Back to the Future, Part III

In many ways, 1990's BACK TO THE FUTURE PART III is like the antidote to PART II, which for all its ingenuity ultimately rang hollow and dissatisfying.  I felt it diluted the joy of the original by trying to one up the spectacle and overcomplicate the storyline.  It was wise for director/co-writer Robert Zemeckis to dial things down for the finale and give fans a good ol' fashioned ringer.  To me, this movie is a signature of cinematic restraint.  Amazing what can happen when you reign in every crazy notion (inventive as they may be) and focus on what made the first movie so magical.   Plus, doesn't every director have a burning desire to do a Western? 

PART II ended with Marty (Michael J. Fox) stuck in 1955 after Doc (Christopher Lloyd) accidentally (due to an electrical storm) journeying to 1885 in the DeLorean.   A predicament, but he always did want to visit the Old West.  Marty will discover Doc's when-abouts via a seventy year-old letter from a Western Union courier, but will also learn that his old friend was shot and killed by Buford "Mad Dog" Tannen (Thomas F. Wilson), Biff's great-grandfather, a few days after the letter was written.  Thus, Marty has to find 1955 Doc and figure out how to get back to 1855 and save his life.  Don't think about that too hard.

And the BACK TO THE FUTURE films never let hard science get in the way of the fun.  How many endless discussions I recall having with friends (and later, anonymous users on the Internet) about the holes in these films.  When the details are really considered, time travel can be a real mind melter.  Zemeckis and Bob Gale often supply (via Doc) some breathless explanations of the continuum and such, but quantum physicists and wormhole students likely always chuckled at this series' logic.  

Once in 1885, the film settles into a cozy, lighthearted adventure that has less edge than either previous installment (both of which have foreshadowing for this entry), though danger is always lurking.  Biff and his posse aim to kill, but the showdowns (and the entire film, really) are amusing riffs on old Hollywood backlot sagebrush sagas.  There are appropriate cameos by the likes of Pat Buttram and Harry Carey, Jr. (no, not the late Cubs announcer).  ZZ Top, who perform the film's theme song, also appear briefly.  A sweet romance blossoms between Doc and school teacher Clara Clayton (Mary Steenburgen), complicating his plans to join Marty in traveling back to the future.  And in nineteenth century Hill Valley, how the heck can they get that DeLorean up to eighty-eight MPH anyway with no gasoline?

PART III manages to still be ingenious while taking a more leisurely and decidedly less dark approach, and aside from an awkwardly delivered line late in the film by Fox ("It's great, Doc!") every moment is on the mark.  The climax is again quite the nailbiter.  By the big finale it's a safe bet you will be smiling and satisfied.  If these films are ever remade, I hope it will be in a future far beyond my own timeline.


* **What to do**
Write out all the entries word for word, but skip any images.

* **Information provided**
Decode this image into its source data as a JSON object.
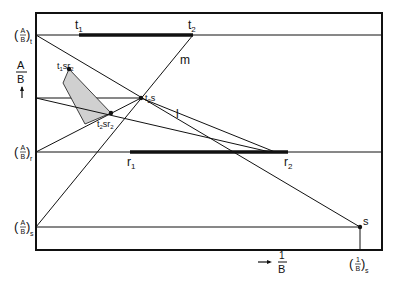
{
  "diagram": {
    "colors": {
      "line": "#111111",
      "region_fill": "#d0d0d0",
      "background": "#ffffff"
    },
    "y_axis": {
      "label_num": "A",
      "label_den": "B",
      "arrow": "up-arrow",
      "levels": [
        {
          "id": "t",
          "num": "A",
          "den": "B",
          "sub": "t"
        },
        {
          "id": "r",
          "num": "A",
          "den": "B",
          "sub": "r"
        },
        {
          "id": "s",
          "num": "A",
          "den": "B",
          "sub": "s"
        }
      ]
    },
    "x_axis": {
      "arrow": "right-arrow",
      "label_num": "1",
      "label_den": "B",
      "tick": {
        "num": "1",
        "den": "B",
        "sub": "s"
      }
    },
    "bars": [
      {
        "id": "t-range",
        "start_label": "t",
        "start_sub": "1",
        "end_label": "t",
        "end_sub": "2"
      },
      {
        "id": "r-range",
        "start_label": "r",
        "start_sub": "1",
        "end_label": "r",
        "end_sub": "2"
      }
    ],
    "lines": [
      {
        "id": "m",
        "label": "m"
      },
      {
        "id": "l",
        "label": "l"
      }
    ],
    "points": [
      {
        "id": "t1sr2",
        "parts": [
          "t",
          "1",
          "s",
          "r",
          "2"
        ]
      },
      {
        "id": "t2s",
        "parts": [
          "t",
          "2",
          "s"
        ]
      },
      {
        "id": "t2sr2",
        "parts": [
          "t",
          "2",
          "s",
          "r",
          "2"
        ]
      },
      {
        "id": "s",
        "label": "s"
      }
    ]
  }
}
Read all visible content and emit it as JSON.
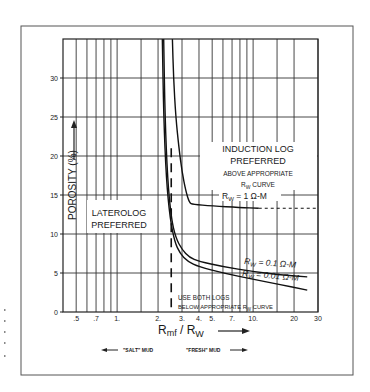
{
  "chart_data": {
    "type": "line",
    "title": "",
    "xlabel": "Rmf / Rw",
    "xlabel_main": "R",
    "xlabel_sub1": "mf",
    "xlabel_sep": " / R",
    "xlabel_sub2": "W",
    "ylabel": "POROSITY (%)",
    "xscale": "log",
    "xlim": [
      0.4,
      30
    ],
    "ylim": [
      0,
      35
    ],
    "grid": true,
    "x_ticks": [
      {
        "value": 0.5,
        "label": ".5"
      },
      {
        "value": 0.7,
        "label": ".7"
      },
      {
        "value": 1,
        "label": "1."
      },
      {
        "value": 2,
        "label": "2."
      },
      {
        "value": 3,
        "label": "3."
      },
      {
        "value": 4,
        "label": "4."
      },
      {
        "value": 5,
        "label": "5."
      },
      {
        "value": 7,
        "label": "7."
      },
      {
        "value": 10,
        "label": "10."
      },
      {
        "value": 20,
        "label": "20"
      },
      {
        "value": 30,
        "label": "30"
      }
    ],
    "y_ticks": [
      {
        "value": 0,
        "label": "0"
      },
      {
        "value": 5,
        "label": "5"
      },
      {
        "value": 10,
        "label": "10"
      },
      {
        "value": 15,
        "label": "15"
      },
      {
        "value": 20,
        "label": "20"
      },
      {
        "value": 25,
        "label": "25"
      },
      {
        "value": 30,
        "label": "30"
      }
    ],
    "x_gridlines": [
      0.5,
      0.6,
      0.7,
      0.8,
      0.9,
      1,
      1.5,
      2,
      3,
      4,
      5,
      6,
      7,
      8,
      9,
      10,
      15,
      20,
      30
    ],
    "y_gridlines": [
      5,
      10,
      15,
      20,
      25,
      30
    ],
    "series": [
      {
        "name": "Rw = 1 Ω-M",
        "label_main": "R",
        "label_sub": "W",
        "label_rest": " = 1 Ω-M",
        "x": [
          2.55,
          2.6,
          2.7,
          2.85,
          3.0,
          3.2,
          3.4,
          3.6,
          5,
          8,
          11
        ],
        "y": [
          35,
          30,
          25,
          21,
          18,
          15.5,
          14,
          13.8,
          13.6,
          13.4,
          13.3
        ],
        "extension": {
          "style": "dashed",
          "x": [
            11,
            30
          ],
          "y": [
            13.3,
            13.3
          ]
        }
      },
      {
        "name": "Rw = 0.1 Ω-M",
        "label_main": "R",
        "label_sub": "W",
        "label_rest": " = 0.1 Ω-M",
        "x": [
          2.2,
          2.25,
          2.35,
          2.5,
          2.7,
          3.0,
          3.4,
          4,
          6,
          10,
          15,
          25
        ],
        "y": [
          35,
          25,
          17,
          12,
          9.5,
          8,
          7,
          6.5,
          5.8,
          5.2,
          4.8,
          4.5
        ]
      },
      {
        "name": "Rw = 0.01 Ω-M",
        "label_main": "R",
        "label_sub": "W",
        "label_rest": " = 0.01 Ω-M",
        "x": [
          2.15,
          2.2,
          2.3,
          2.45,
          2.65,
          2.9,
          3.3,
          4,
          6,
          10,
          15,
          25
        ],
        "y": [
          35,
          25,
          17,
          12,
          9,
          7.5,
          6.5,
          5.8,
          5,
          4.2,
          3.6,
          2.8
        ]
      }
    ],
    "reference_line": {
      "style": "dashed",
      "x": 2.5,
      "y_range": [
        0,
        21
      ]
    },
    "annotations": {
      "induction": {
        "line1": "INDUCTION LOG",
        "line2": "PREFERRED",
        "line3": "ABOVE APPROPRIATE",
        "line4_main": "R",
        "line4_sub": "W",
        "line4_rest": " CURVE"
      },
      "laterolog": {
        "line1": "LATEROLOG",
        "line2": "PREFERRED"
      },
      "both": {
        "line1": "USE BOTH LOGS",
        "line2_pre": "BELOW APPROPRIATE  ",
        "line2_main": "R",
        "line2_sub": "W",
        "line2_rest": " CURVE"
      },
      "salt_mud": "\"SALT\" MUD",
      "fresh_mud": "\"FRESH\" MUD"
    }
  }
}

* **Written solution**
Decode this image into its source data as a JSON object.
{
  "diagram": {
    "colors": {
      "line": "#111111",
      "region_fill": "#d0d0d0",
      "background": "#ffffff"
    },
    "y_axis": {
      "label_num": "A",
      "label_den": "B",
      "arrow": "up-arrow",
      "levels": [
        {
          "id": "t",
          "num": "A",
          "den": "B",
          "sub": "t"
        },
        {
          "id": "r",
          "num": "A",
          "den": "B",
          "sub": "r"
        },
        {
          "id": "s",
          "num": "A",
          "den": "B",
          "sub": "s"
        }
      ]
    },
    "x_axis": {
      "arrow": "right-arrow",
      "label_num": "1",
      "label_den": "B",
      "tick": {
        "num": "1",
        "den": "B",
        "sub": "s"
      }
    },
    "bars": [
      {
        "id": "t-range",
        "start_label": "t",
        "start_sub": "1",
        "end_label": "t",
        "end_sub": "2"
      },
      {
        "id": "r-range",
        "start_label": "r",
        "start_sub": "1",
        "end_label": "r",
        "end_sub": "2"
      }
    ],
    "lines": [
      {
        "id": "m",
        "label": "m"
      },
      {
        "id": "l",
        "label": "l"
      }
    ],
    "points": [
      {
        "id": "t1sr2",
        "parts": [
          "t",
          "1",
          "s",
          "r",
          "2"
        ]
      },
      {
        "id": "t2s",
        "parts": [
          "t",
          "2",
          "s"
        ]
      },
      {
        "id": "t2sr2",
        "parts": [
          "t",
          "2",
          "s",
          "r",
          "2"
        ]
      },
      {
        "id": "s",
        "label": "s"
      }
    ]
  }
}
Read all visible content and emit it as JSON.
{
  "chart_data": {
    "type": "line",
    "title": "",
    "xlabel": "Rmf / Rw",
    "xlabel_main": "R",
    "xlabel_sub1": "mf",
    "xlabel_sep": " / R",
    "xlabel_sub2": "W",
    "ylabel": "POROSITY (%)",
    "xscale": "log",
    "xlim": [
      0.4,
      30
    ],
    "ylim": [
      0,
      35
    ],
    "grid": true,
    "x_ticks": [
      {
        "value": 0.5,
        "label": ".5"
      },
      {
        "value": 0.7,
        "label": ".7"
      },
      {
        "value": 1,
        "label": "1."
      },
      {
        "value": 2,
        "label": "2."
      },
      {
        "value": 3,
        "label": "3."
      },
      {
        "value": 4,
        "label": "4."
      },
      {
        "value": 5,
        "label": "5."
      },
      {
        "value": 7,
        "label": "7."
      },
      {
        "value": 10,
        "label": "10."
      },
      {
        "value": 20,
        "label": "20"
      },
      {
        "value": 30,
        "label": "30"
      }
    ],
    "y_ticks": [
      {
        "value": 0,
        "label": "0"
      },
      {
        "value": 5,
        "label": "5"
      },
      {
        "value": 10,
        "label": "10"
      },
      {
        "value": 15,
        "label": "15"
      },
      {
        "value": 20,
        "label": "20"
      },
      {
        "value": 25,
        "label": "25"
      },
      {
        "value": 30,
        "label": "30"
      }
    ],
    "x_gridlines": [
      0.5,
      0.6,
      0.7,
      0.8,
      0.9,
      1,
      1.5,
      2,
      3,
      4,
      5,
      6,
      7,
      8,
      9,
      10,
      15,
      20,
      30
    ],
    "y_gridlines": [
      5,
      10,
      15,
      20,
      25,
      30
    ],
    "series": [
      {
        "name": "Rw = 1 Ω-M",
        "label_main": "R",
        "label_sub": "W",
        "label_rest": " = 1 Ω-M",
        "x": [
          2.55,
          2.6,
          2.7,
          2.85,
          3.0,
          3.2,
          3.4,
          3.6,
          5,
          8,
          11
        ],
        "y": [
          35,
          30,
          25,
          21,
          18,
          15.5,
          14,
          13.8,
          13.6,
          13.4,
          13.3
        ],
        "extension": {
          "style": "dashed",
          "x": [
            11,
            30
          ],
          "y": [
            13.3,
            13.3
          ]
        }
      },
      {
        "name": "Rw = 0.1 Ω-M",
        "label_main": "R",
        "label_sub": "W",
        "label_rest": " = 0.1 Ω-M",
        "x": [
          2.2,
          2.25,
          2.35,
          2.5,
          2.7,
          3.0,
          3.4,
          4,
          6,
          10,
          15,
          25
        ],
        "y": [
          35,
          25,
          17,
          12,
          9.5,
          8,
          7,
          6.5,
          5.8,
          5.2,
          4.8,
          4.5
        ]
      },
      {
        "name": "Rw = 0.01 Ω-M",
        "label_main": "R",
        "label_sub": "W",
        "label_rest": " = 0.01 Ω-M",
        "x": [
          2.15,
          2.2,
          2.3,
          2.45,
          2.65,
          2.9,
          3.3,
          4,
          6,
          10,
          15,
          25
        ],
        "y": [
          35,
          25,
          17,
          12,
          9,
          7.5,
          6.5,
          5.8,
          5,
          4.2,
          3.6,
          2.8
        ]
      }
    ],
    "reference_line": {
      "style": "dashed",
      "x": 2.5,
      "y_range": [
        0,
        21
      ]
    },
    "annotations": {
      "induction": {
        "line1": "INDUCTION LOG",
        "line2": "PREFERRED",
        "line3": "ABOVE APPROPRIATE",
        "line4_main": "R",
        "line4_sub": "W",
        "line4_rest": " CURVE"
      },
      "laterolog": {
        "line1": "LATEROLOG",
        "line2": "PREFERRED"
      },
      "both": {
        "line1": "USE BOTH LOGS",
        "line2_pre": "BELOW APPROPRIATE  ",
        "line2_main": "R",
        "line2_sub": "W",
        "line2_rest": " CURVE"
      },
      "salt_mud": "\"SALT\" MUD",
      "fresh_mud": "\"FRESH\" MUD"
    }
  }
}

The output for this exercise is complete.